Robert Brown also reported the youngsters to police and was delighted when officers came round to speak to him.
He assumed it was to take details of his plight...
His plight being local children who were climbing on his garden fence to throw stones at his windows, forcing him to buy anti-climb paint of the type you see everywhere these days.
A sensible measure, because the police can't be everywhere, they are too busy with low-level crime. Or so they always tell us.
...and was shocked to learn he was being prosecuted for criminal damage because the children had got the paint over their clothes.
Their mother alleged that almost £4,000 worth of furniture and carpets had been ruined by the youngsters treading the paint, which does not dry and leaves surfaces slippery, into her house.
To which you'd expect a policeman's response to be 'Then let this be a lesson to you to ensure your children don't abuse the neighbours, madam!"
10 years ago, it
would have been.
But don't worry, even if the police are emasculated tick-box automatons, the justice system will act as the brake on this, as it should do, and...
Oh.
Retired security guard Mr Brown, 76, was hauled to court three times and threatened with a criminal record in a nine-month ordeal as he fought the case which cost around £10,000 of taxpayers' cash.
It was dropped on the day it was due to go to trial last month.
Presumably someone at the CPS woke up and realised how this was likely to play.
Police visited him after their mother, Judith Ripley-Aitchison, 44, complained that her children had traipsed through her home covered in the paint, causing £3,750 worth of damage.
She denied Mr Brown had warned the youngsters about the paint or that they had climbed on to the roof and fence to get it on their clothes, saying it had 'dripped on to them'.
Mr Brown was charged with criminal damage and asked to go to Leigh police station to accept a caution, but refused.
Good for him! That £10,000 should come out of the personal pockets of the cops & prosecutors who pursued this, mind you.
Last night unemployed Mrs Ripley-Aitchison, a single mother-of-six, denied her children made Mr Brown's life a misery.
'I had four children running inside covered, it [the paint] went on the carpets, on curtains, everywhere,' said Mrs Ripley-Aitchison, whose children are educated at home.
Mrs Ripley-Doublebarrel is a council house tenant. Perhaps we can now all see why the lack of social housing might be an advertising hook, despite the progressives'
anguished wailing?
'They thought they had found some kind of black mud, they were playing with it.
'The kids may have thrown a ball and a hula hoop over once, but kids are kids. He [Mr Brown] is the type who would complain if a bird pooed in his garden.'
But what of the police, who started this whole sorry process off. Are they suitably chastened?
Sergeant Dave Clarke, of Greater Manchester police, said the case was part of a 'much bigger' neighbour issue and they had a duty to investigate Mrs Ripley-Aitchison's complaint.
'We attempted to resolve the issue by a police caution. As this was refused, he was issued with a summons authorised by the CPS.'
'Nuffink to do wiv us, right? It's not our fault, we was just doin' as we were told, if 'e adn't resisted, 'e wouldn't 'ave got 'urt!'
You cretin, Clarke. That's what
the other side of the custody desk is supposed to say!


▶ _Your goal_:
Without including any images, please transcribe all the lines below exactly.

[[ Data for this exercise, beginning ]]

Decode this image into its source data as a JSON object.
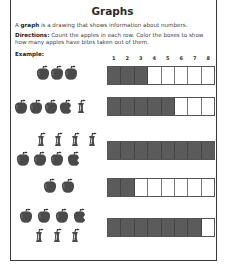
{
  "worksheet": {
    "title": "Graphs",
    "intro_bold": "graph",
    "intro_prefix": "A ",
    "intro_suffix": " is a drawing that shows information about numbers.",
    "directions_label": "Directions:",
    "directions_text": " Count the apples in each row. Color the boxes to show how many apples have bites taken out of them.",
    "example_label": "Example:",
    "column_numbers": [
      "1",
      "2",
      "3",
      "4",
      "5",
      "6",
      "7",
      "8"
    ],
    "fill_color": "#5b5b5b",
    "rows": [
      {
        "name": "example",
        "apples": [
          "whole",
          "whole",
          "whole"
        ],
        "filled": 3,
        "total_boxes": 8
      },
      {
        "name": "row-1",
        "apples": [
          "whole",
          "whole",
          "whole",
          "bitten",
          "core"
        ],
        "filled": 5,
        "total_boxes": 8
      },
      {
        "name": "row-2",
        "apples": [
          "core",
          "core",
          "core",
          "core",
          "whole",
          "whole",
          "whole",
          "bitten"
        ],
        "filled": 8,
        "total_boxes": 8
      },
      {
        "name": "row-3",
        "apples": [
          "whole",
          "whole"
        ],
        "filled": 2,
        "total_boxes": 8
      },
      {
        "name": "row-4",
        "apples": [
          "whole",
          "whole",
          "whole",
          "bitten",
          "core",
          "core",
          "core"
        ],
        "filled": 7,
        "total_boxes": 8
      }
    ]
  }
}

[[ Data for this exercise, end ]]

▶ _Output for this exercise_:
Decode this image into its source data as a JSON object.
{
  "worksheet": {
    "title": "Graphs",
    "intro_bold": "graph",
    "intro_prefix": "A ",
    "intro_suffix": " is a drawing that shows information about numbers.",
    "directions_label": "Directions:",
    "directions_text": " Count the apples in each row. Color the boxes to show how many apples have bites taken out of them.",
    "example_label": "Example:",
    "column_numbers": [
      "1",
      "2",
      "3",
      "4",
      "5",
      "6",
      "7",
      "8"
    ],
    "fill_color": "#5b5b5b",
    "rows": [
      {
        "name": "example",
        "apples": [
          "whole",
          "whole",
          "whole"
        ],
        "filled": 3,
        "total_boxes": 8
      },
      {
        "name": "row-1",
        "apples": [
          "whole",
          "whole",
          "whole",
          "bitten",
          "core"
        ],
        "filled": 5,
        "total_boxes": 8
      },
      {
        "name": "row-2",
        "apples": [
          "core",
          "core",
          "core",
          "core",
          "whole",
          "whole",
          "whole",
          "bitten"
        ],
        "filled": 8,
        "total_boxes": 8
      },
      {
        "name": "row-3",
        "apples": [
          "whole",
          "whole"
        ],
        "filled": 2,
        "total_boxes": 8
      },
      {
        "name": "row-4",
        "apples": [
          "whole",
          "whole",
          "whole",
          "bitten",
          "core",
          "core",
          "core"
        ],
        "filled": 7,
        "total_boxes": 8
      }
    ]
  }
}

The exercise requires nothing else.